Go back, go back, go back to the woods. 

Your coach ain’t nothin’ and your team ain’t no good.*

 

 

WORDS OF WISDOM:

“Don’t let the bastards get you down!”

“Transcend the bullshit.”

“Nothing good ever happens after midnight.”  (Seriously!)

 

* On Audio Recording

Only One Left

IMPORTANT DATES AND PASSING’S OF MY FAMILY

My mother was born October 8, 1908; my father was born November 22, 1907. They married in 1933. My sister Ava Carol and twin, Arda Beth, were born premature on February 5, 1943. Both weighed about 2 ½ pounds. Arda Beth died after 8 short weeks.

My younger brother, Lyle, was born on March 14, 1949 and he died of hemophilia on November 9, 1966 at the age of 17 ½. He basically bled to death internally and at the time, there was nothing that could be done to save him.

My father passed away of a heart attack on July 30, 1981. He was 73 and was teaching school at Huron College the day he died.

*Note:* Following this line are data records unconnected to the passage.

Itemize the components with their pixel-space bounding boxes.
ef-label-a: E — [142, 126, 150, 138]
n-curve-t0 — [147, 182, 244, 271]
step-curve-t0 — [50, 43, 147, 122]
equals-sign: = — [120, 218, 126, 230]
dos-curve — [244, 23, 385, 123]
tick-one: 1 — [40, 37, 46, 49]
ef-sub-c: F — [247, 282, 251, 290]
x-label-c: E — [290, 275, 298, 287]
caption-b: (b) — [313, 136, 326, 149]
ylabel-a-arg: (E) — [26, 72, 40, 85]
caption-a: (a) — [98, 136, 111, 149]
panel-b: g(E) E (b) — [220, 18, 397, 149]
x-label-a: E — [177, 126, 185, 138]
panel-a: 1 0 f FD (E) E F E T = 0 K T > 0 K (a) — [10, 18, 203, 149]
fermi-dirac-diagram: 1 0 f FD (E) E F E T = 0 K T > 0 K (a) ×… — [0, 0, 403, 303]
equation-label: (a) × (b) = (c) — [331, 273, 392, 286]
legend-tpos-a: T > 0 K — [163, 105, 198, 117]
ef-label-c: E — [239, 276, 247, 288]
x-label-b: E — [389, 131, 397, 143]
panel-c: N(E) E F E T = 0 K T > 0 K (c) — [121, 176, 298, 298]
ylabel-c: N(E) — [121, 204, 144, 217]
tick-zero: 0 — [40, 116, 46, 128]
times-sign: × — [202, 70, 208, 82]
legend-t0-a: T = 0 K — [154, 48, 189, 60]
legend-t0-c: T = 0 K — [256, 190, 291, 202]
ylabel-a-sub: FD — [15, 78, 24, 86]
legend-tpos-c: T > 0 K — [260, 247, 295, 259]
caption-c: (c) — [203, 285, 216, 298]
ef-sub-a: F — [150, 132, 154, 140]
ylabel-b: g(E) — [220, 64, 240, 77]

He taught school for 52 years.

Mother lived to be almost 93. She passed away July 30, 2001 – 20 years to the day that my father died. She had a difficult and often painful life losing two children, enduring several miscarriages and losing her husband in her early 70’s. However, she always maintained a wonderful spirit and lived a life of goodness and grace.

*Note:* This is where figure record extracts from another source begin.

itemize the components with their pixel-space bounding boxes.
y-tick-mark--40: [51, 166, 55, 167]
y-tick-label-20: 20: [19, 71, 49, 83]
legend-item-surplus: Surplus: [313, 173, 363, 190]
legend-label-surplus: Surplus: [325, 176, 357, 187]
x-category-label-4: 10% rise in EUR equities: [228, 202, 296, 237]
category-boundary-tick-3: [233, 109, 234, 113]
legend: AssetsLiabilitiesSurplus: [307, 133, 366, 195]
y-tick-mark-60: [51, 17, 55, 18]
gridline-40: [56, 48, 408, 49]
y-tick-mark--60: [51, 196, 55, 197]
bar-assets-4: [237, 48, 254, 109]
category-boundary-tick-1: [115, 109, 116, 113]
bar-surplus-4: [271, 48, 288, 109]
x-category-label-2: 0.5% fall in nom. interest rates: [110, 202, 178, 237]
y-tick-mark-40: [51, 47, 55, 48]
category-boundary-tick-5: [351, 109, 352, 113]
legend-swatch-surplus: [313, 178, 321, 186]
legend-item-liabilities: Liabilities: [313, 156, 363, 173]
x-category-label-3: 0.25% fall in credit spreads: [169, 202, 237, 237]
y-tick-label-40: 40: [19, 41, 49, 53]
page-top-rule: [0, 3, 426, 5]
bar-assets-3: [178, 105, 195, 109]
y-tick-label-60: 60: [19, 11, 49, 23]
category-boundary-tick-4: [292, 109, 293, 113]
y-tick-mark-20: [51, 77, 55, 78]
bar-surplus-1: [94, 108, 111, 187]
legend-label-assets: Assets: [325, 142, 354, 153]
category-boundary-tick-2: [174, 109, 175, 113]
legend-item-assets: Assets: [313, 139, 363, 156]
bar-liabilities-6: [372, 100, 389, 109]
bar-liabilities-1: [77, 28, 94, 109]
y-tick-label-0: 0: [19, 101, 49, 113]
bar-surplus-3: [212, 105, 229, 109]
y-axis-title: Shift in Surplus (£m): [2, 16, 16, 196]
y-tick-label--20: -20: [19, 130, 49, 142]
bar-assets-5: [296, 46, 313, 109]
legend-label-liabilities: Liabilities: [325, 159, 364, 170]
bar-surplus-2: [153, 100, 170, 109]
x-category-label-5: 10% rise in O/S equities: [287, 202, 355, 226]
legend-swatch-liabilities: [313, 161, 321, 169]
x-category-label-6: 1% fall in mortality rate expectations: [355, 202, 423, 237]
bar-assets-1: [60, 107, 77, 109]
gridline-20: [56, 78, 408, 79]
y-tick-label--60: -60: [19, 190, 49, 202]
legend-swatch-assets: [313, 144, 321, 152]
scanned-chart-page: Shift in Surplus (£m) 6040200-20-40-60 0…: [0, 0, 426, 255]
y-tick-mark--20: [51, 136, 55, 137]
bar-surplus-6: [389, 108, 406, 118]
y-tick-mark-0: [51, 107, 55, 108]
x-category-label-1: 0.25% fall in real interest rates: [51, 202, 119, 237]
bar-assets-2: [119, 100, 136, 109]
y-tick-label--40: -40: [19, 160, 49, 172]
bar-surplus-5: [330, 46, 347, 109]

My older sister, Carol, lived to be 68. She died of ovarian cancer on May 6, 2011.

A Close Call for Lori Lyn

When Lori Lyn was one year old, we experienced a very traumatic event with her. We were at my in-laws for the weekend and had just enjoyed a home-cooked meal of roast beef, potatoes and gravy. Palmer, my father-in-law, and I were cleaning up in the kitchen when we heard the women screaming. We ran into the living room to find little Lori laying on the floor not breathing. She had grabbed a piece of meat from a plate in the kitchen and walked into the living room and then apparently fell backward on her butt. The piece of roast beef became lodged in her throat.

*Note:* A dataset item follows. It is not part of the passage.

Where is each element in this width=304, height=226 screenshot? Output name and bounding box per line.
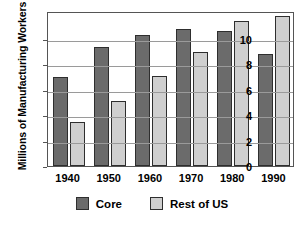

I felt a cold wave of fear that is difficult to describe but I knew I had to do something to save her. The women were paralyzed with fear and Uncle Bobby who was 12 at the time just paced the living room floor yelling “Shit! Shit! Shit!” It was panic city – the scariest scene imaginable. I grabbed Lori by the foot and held her upside down striking her back. Still she was not breathing and was turning blue. The God-awful thought went through my head about a film in a First Aid Class in college that demonstrated how to do a tracheotomy on a live animal using a razor blade and a pen to allow breathing through the throat. God – could I possible do that?? My next thought was to try to get a hold of the piece with my finger. Fear was over coming me as I tried to think what to do next. (The Helmick Maneuver wasn’t known to us back then!) The thought came to me to try to push the meat down her throat. So I put my finger in her small mouth and pushed on what I thought was the piece of meat. Suddenly she cried – the sweetest, most precious sound I had ever heard! She was breathing! We all hoped the meat passed to her stomach and not her lung, but she seemed to be okay. We called a nurse who said we should take her to the hospital in Sioux Falls to check her out. We did and they determined what we had hoped – that the meat had passed to her stomach.

I had never been so afraid in my life that my little girl might die. And I had to somehow save her. Thank God – I was able to do that. I felt a tremendous sense of gratefulness and when it was all over, it was the happiest day of my life!!